Jazznoun
(music genre) A musical art form rooted in West African cultural and musical expression and in the African American blues tradition, with diverse influences over time, commonly characterized by blue notes, syncopation, swing, call and response, polyrhythms and improvisation.
Jazznoun
Energy, excitement, excitability.
Jazznoun
The substance or makeup of a thing.
Jazznoun
Unspecified thing(s).
Jazznoun
(with positive terms) Something of excellent quality, the genuine article.
Jazznoun
Nonsense.
Jazzverb
To destroy.
Jazzverb
To play (jazz music).
Jazzverb
To dance to the tunes of jazz music.
Jazzverb
To enliven, brighten up, make more colourful or exciting; excite
Jazzverb
To complicate.
Jazzverb
To have sex for money, to prostitute oneself.
Jazzverb
(intransitive) To move (around/about) in a lively or frivolous manner; to fool around.
Jazzverb
To distract/pester.
Jazznoun
A type of music that originated in New Orleans around 1900 and developed through increasingly complex styles, but generally featuring intricate rhythms, improvisation, prominent solo segments, and great freedom in harmonic idiom played frequently in a polyphonic style, on various instruments including horn, saxophone, piano and percussion, but rarely stringed instruments.
Jazznoun
empty or insincere or exaggerated talk; as, don't give me any of that jazz.
Jazznoun
A style of dance music popular in the 1920s; similar to New Orleans jazz but played by large bands.
Jazznoun
empty rhetoric or insincere or exaggerated talk;
Jazznoun
a genre of popular music that originated in New Orleans around 1900 and developed through increasingly complex styles
Jazznoun
a style of dance music popular in the 1920s; similar to New Orleans jazz but played by large bands
Jazzverb
play something in the style of jazz
Jazzverb
have sexual intercourse with;
Jazz
Jazz is a music genre that originated in the African-American communities of New Orleans, Louisiana, United States, in the late 19th and early 20th centuries, with its roots in blues and ragtime. Since the 1920s Jazz Age, it has been recognized as a major form of musical expression in traditional and popular music, linked by the common bonds of African-American and European-American musical parentage.
Balletnoun
A classical form of dance.
Balletnoun
A theatrical presentation of such dancing, usually with music, sometimes in the form of a story.
Balletnoun
The company of persons who perform this dance.
Balletnoun
(music) A light part song, frequently with a fa-la-la chorus, common among Elizabethan and Italian Renaissance composers.
Balletnoun
(heraldry) A bearing in coats of arms representing one or more balls, called bezants, plates, etc., according to colour.
Balletverb
To perform an action reminiscent of ballet dancing.
Balletnoun
An artistic dance performed as a theatrical entertainment, or an interlude, by a number of persons, usually women. Sometimes, a scene accompanied by pantomime and dancing.
Balletnoun
The company of persons who perform the ballet.
Balletnoun
A light part song, or madrigal, with a fa la burden or chorus, - most common with the Elizabethan madrigal composers; - also spelled ballett.
Balletnoun
A bearing in coats of arms, representing one or more balls, which are denominated bezants, plates, etc., according to color.
Balletnoun
a theatrical representation of a story performed to music by ballet dancers
Balletnoun
music written for a ballet
Ballet
Ballet (French: [balɛ]) is a type of performance dance that originated during the Italian Renaissance in the fifteenth century and later developed into a concert dance form in France and Russia. It has since become a widespread and highly technical form of dance with its own vocabulary.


### [Problem details]
Every line that contains the word "eggs" should be copied from the records below.

(The data)

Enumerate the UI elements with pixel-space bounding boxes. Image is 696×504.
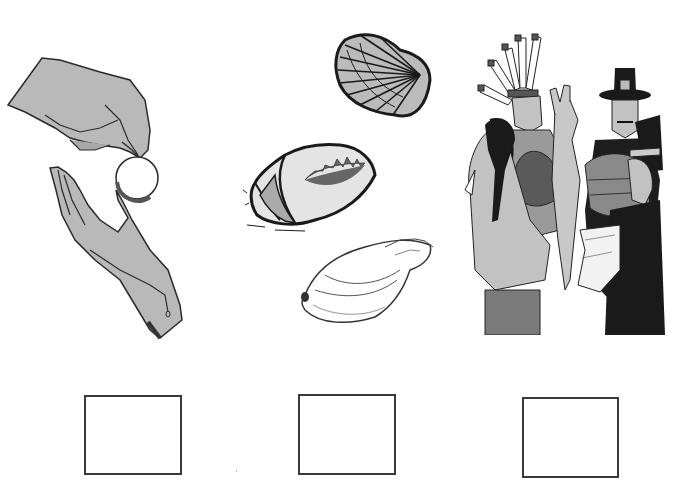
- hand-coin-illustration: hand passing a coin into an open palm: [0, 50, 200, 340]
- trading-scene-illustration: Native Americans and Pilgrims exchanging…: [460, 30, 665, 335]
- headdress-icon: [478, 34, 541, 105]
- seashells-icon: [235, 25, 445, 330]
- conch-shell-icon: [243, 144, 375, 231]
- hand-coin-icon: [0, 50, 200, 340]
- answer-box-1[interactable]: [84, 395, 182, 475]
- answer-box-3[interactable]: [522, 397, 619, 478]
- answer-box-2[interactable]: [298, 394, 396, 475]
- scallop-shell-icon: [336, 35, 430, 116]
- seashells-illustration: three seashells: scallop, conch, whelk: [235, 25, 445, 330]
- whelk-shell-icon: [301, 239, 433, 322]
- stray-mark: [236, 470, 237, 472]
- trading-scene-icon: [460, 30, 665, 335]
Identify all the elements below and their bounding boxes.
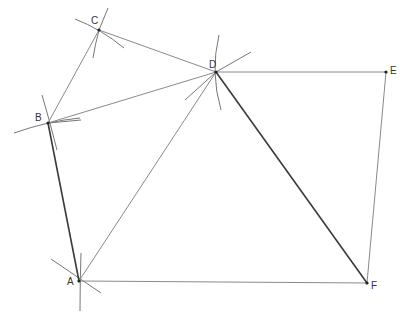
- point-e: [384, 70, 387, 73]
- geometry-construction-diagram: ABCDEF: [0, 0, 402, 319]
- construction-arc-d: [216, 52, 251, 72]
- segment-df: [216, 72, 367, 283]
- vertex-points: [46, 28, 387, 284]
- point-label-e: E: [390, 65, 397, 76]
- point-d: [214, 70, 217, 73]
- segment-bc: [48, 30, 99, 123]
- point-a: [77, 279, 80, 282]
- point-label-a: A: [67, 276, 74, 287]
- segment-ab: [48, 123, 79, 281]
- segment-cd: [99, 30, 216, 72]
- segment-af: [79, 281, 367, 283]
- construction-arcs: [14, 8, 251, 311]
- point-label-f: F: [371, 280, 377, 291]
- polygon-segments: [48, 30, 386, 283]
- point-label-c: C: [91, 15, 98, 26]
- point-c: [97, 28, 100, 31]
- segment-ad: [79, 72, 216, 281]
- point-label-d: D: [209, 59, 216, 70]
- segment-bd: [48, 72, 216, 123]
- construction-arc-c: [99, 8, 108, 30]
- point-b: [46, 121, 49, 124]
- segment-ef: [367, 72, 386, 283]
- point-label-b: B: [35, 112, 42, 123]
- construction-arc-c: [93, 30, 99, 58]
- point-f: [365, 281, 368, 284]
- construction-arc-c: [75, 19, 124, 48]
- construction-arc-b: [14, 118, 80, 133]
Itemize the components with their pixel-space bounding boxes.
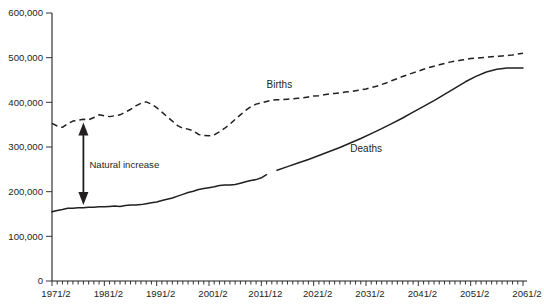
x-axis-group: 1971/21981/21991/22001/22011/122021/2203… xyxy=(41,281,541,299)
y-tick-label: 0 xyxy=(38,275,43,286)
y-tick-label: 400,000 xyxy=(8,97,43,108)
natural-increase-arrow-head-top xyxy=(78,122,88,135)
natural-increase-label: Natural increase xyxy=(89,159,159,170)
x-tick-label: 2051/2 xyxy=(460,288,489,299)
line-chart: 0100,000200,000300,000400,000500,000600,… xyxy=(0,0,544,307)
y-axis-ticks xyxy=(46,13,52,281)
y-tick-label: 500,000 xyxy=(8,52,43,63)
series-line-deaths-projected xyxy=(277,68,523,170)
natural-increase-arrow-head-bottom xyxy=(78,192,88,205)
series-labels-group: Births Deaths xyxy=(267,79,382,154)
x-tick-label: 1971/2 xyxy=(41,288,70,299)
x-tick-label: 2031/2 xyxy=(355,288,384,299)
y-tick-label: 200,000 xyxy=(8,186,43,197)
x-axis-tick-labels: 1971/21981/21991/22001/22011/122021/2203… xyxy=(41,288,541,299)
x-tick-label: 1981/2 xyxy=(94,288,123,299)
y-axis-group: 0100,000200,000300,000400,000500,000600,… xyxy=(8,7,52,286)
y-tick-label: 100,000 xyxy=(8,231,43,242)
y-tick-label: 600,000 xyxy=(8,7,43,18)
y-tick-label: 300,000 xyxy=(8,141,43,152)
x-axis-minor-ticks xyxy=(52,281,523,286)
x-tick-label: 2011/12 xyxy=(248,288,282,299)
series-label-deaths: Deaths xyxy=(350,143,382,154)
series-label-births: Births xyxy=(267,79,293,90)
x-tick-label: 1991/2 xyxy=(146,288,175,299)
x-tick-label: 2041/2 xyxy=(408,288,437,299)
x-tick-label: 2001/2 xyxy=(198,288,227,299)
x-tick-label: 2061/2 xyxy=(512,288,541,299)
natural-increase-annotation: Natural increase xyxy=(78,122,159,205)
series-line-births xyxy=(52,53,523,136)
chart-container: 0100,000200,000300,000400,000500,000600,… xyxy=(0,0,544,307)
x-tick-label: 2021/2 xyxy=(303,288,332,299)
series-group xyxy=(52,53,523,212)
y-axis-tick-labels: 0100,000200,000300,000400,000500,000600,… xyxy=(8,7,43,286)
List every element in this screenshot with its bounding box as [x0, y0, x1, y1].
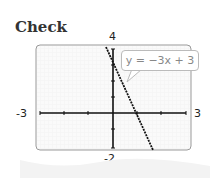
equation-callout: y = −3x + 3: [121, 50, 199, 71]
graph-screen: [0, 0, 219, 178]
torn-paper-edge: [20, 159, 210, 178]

(End The data)
(The data)

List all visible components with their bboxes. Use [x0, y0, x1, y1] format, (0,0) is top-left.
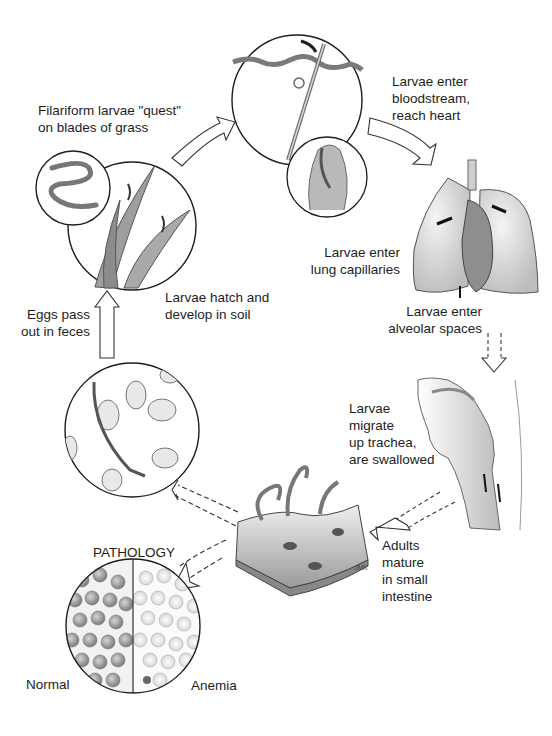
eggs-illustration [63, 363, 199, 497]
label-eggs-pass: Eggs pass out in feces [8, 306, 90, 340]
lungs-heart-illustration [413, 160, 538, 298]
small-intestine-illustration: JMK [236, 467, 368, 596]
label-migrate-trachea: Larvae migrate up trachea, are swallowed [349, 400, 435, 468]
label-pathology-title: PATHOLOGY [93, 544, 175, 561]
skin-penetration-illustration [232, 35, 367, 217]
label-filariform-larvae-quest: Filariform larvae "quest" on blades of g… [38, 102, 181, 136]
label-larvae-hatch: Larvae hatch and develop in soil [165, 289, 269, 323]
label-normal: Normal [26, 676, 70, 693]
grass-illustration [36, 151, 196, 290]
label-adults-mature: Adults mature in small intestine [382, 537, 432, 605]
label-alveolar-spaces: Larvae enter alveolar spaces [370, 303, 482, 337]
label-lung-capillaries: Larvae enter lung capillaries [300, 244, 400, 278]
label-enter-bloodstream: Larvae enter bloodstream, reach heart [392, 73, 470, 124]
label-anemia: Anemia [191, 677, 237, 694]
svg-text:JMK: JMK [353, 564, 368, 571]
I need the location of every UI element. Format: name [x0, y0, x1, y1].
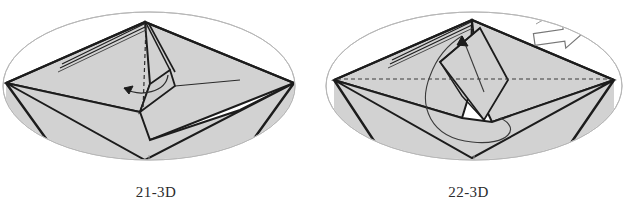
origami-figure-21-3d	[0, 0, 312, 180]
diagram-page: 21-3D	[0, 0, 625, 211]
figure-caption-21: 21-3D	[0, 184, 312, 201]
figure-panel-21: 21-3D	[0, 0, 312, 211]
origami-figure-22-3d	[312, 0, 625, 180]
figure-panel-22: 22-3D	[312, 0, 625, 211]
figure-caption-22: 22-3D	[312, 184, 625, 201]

(End The data)

### [Answer section]
eggs-illustration [63, 363, 199, 497]
label-eggs-pass: Eggs pass out in feces [8, 306, 90, 340]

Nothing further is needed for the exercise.